Model: (Click to see more) 58176: Repsol Ford Escort RS
Status: NIB
Date: 27-Jul-2020
Comments: 1
Support the site and get your own showroom and more!

Subscribe for just just £1.25/mth!

The UK-wide lockdown of Spring 2020 taught us all new things about ourselves and our society, and presented us with many problems - the political, the economical, the societal. Chief among these problems was the question of how to go about racing when leaving one's own front door for all but the most essential reasons was punishable by very stern looks from the neighbours (and possibly, a fine from any policeman unfortunate enough to be given outdoor duty at a time when the very air we share was potentially deadly poisonous).

To solve this problem, I devised a short rallycross track around my back garden (post to follow on this subject some other time, when I can rope someone in to filming me drive the track). To solve a further problem - how to stay sane when trapped within the boundaries imposed by a piece of paper known as the Land Registry Deed - I dug out a bunch of old parts and started bolting them together.

One of the first things to come out of this effort was a reconditioned TA02 rally chassis. I have labelled it here as a Repsol Cosworth but the truth is I have no idea what it was originally. It came to me from another TC member underneath a Robbe Jeep body in the form of a soft-roader scale rig. Beautiful and scale as it was, I couldn't bare to run a Jeep body over an independently-sprung car so I split them apart and consigned both to the Projects bin for over a decade.

The chassis was stripped and rebuilt with fresh bearings and de-locked diffs. A ball diff in the rear provides a little extra traction in the soft stuff and some modern CVA shocks give smooth damping over the varied surface of a proper rallycross track. Suspension travel has been maximised by building the shocks with no internal spacers and ride height has been set using standard springs with additional collars.

Wheels are NIP Tamiya OZ replicas (they will probably get sprayed white soon), power is provided by a LiPo pack to a Super Stock RZ motor via the ubiquitous ETronix Probe WP ESC, steering is handled by a basic Acoms AS-15 servo, all of which is marshalled into operation by a FlySky receiver bound to a Turnigy GT-5 handset.

The re-released Tamiya body was painted to imitate the sort of rallycross car that might have been seen competing at any local club event over the past couple of decades. Older Japanese 4wd performance cars, available for peanuts and with bulletproof engines and transmissions, make great starting points for clubman race cars. With that in mind, the main sponsor of this particular car is the fictitious motor oil company, isol-8, and the tuning shop that converted it from tired old road car to multi-surface race weapon is, as always, SCRAPSpeed.

Graphics were designed and printed by me, mostly when I should have been busy working from home. (The New Normal basically means instead of browsing the web and wasting time in the office, I can now design graphics and print off decal sheets at home). Photos taken on my paint bench, which also kind of looks like a graffiti'd brownfield site. For some reason my (usually very good) camera has interpreted the Tamiya PS-2 Red as a kind of pastel shade, whereas in real life it's a brilliant red colour.

6 10 2 2 14 5 5

Comments

Grastens

28-Jul-2020

I like the concept! Nice work on this one.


● Exercise prompt
Nothing but the pictures should be left out when you copy the records exactly.

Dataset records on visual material
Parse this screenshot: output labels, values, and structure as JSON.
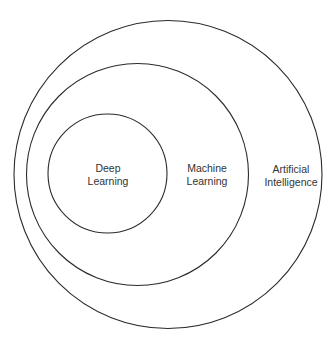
{
  "diagram": {
    "type": "nested-venn",
    "colors": {
      "stroke": "#2b2b2b",
      "text": "#333333",
      "background": "#ffffff"
    },
    "sets": [
      {
        "id": "ai",
        "label_lines": [
          "Artificial",
          "Intelligence"
        ],
        "cx": 168,
        "cy": 174,
        "r": 154
      },
      {
        "id": "ml",
        "label_lines": [
          "Machine",
          "Learning"
        ],
        "cx": 137,
        "cy": 175,
        "r": 111
      },
      {
        "id": "dl",
        "label_lines": [
          "Deep",
          "Learning"
        ],
        "cx": 108,
        "cy": 174,
        "r": 60
      }
    ]
  }
}
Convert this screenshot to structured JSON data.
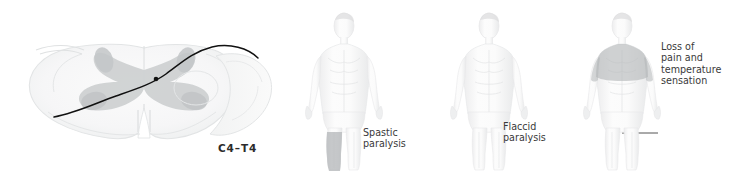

● Answer for this exercise
Parse this screenshot: output labels, values, and structure as JSON.
{
  "diagram": {
    "type": "nested-venn",
    "colors": {
      "stroke": "#2b2b2b",
      "text": "#333333",
      "background": "#ffffff"
    },
    "sets": [
      {
        "id": "ai",
        "label_lines": [
          "Artificial",
          "Intelligence"
        ],
        "cx": 168,
        "cy": 174,
        "r": 154
      },
      {
        "id": "ml",
        "label_lines": [
          "Machine",
          "Learning"
        ],
        "cx": 137,
        "cy": 175,
        "r": 111
      },
      {
        "id": "dl",
        "label_lines": [
          "Deep",
          "Learning"
        ],
        "cx": 108,
        "cy": 174,
        "r": 60
      }
    ]
  }
}
Convert this screenshot to structured JSON data.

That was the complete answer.